In fact, this command to leave is the first thing God ever says to Abraham.  Have you ever pondered the enormity of that?  Check it out, in Gen. 12:1-3.  Then verse 4 says, "So Abram went, ...."  Wow.  I'm not sure I have that kind of faith in me.  I mean, I had been a Christian for nearly twenty years before I thought God was calling me to go to another country, in another part of the world, for the purpose of fulfilling His will for my life.  I'm not sure I would have done it on the very first go-round.  But from what is written in Scripture, it seems that Abraham did exactly that.

But it took me a long time, and the help of professors and scholars, to see that the Scriptures explicitly declare that God Himself is a cross-cultural traveler.  And I'm not talking about God's plan throughout history to bring His gospel to all nations, although that is certainly true, and it's one of my favorite topics in studying biblical literature.  I could go on and on about it -- like in Genesis 11, or in Exodus 19, or in Deuteronomy 32, or in 2 Samuel 22, or in 1 Kings 8, or in Psalm 67, or in Psalm 96, or in Isaiah 66, or in Ezekiel 36, or in Zephaniah 3, or in Matthew 28, or in Acts 1, or in Romans 15, or in Ephesians 2, or in Revelation 21 -- oh sorry, I think I got carried away just then.  My apologies.

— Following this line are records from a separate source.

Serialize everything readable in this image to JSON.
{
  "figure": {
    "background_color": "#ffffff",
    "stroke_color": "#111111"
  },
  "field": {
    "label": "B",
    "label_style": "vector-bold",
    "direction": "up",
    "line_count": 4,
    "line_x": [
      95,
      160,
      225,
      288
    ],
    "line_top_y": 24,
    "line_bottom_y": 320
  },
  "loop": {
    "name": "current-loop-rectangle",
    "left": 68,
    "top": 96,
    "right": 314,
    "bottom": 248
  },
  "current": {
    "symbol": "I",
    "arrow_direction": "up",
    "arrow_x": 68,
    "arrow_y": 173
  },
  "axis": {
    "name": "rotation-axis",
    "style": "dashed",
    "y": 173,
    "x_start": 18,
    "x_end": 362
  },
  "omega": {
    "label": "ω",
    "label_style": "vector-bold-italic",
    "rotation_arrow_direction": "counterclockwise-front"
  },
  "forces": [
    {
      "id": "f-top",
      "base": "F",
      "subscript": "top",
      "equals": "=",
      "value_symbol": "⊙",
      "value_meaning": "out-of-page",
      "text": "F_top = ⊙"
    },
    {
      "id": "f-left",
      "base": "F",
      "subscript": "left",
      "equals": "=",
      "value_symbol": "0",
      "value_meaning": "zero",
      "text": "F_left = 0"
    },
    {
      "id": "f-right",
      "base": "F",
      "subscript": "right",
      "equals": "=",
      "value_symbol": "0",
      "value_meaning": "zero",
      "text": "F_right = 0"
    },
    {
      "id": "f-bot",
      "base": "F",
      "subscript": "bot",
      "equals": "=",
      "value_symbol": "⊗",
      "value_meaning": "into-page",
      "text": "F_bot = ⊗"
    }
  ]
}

But that's NOT what I'm talking about here.  No, I'm talking about God Himself leaving His home and going to a foreign land.  I'm talking about God crossing not only national, cultural, and linguistic borders, but cosmic barriers in order to fulfill His own mission.  I'm talking about God leaving heaven and coming to earth: the Invisible becoming visible, Spirit becoming flesh, Life becoming death.  The cross-cultural experience -- living, working, ministering, and everything else that comes with it -- was God's idea, an idea for which He was willing to die, and He did.

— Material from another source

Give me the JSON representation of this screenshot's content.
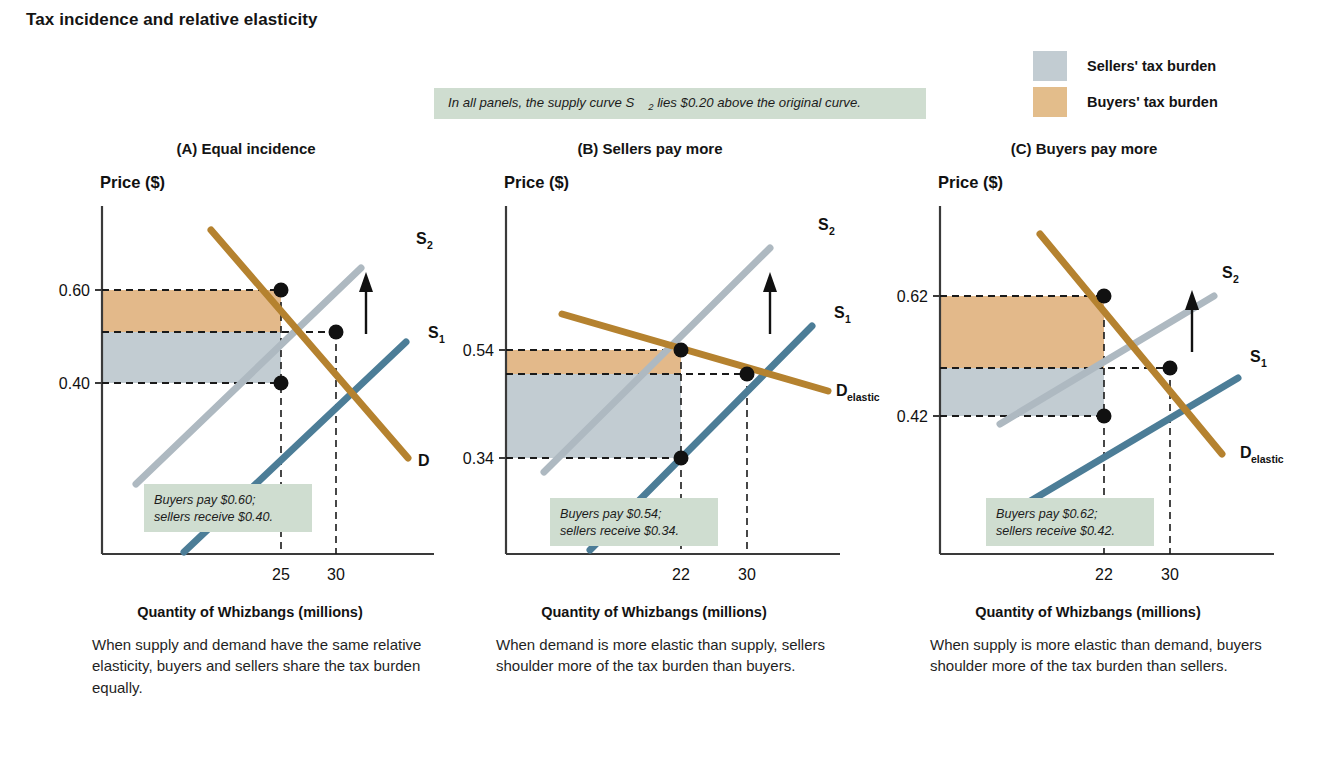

This idea of a heavenly God willingly coming down to earth was unthinkable to the ancient worldview.  This is why the exodus event was so powerful, not just to the Israelites but to all the other nations who quaked in fear when the Israelites came up out of Egypt.  Israel's God had actually come down and performed signs and wonders among them, resulting in the complete and total devastation of the Egyptian army whose bodies were strewn along the shores of the Red Sea.  

Wait, what is His name again?  Yahweh.  And what is His Son's name?  Jesus.

Of course, Jesus is the answer to the Cosmic Riddle.  He did the impossible in ascending to heaven, but only after doing the unimaginable in descending to earth.  Very God in mortal flesh, the God-Man, fully human yet fully divine.  God the Son left His perfect dwelling, where there was perfect unity, perfect harmony, perfect peace, perfect joy, perfect bliss, perfect everything.  He left all that to come be one of us ... sinners.  Well, Jesus wasn't a sinner, but you get my point here.

Perhaps it's more accurate to wonder if Jesus ever didn't feel culture shock.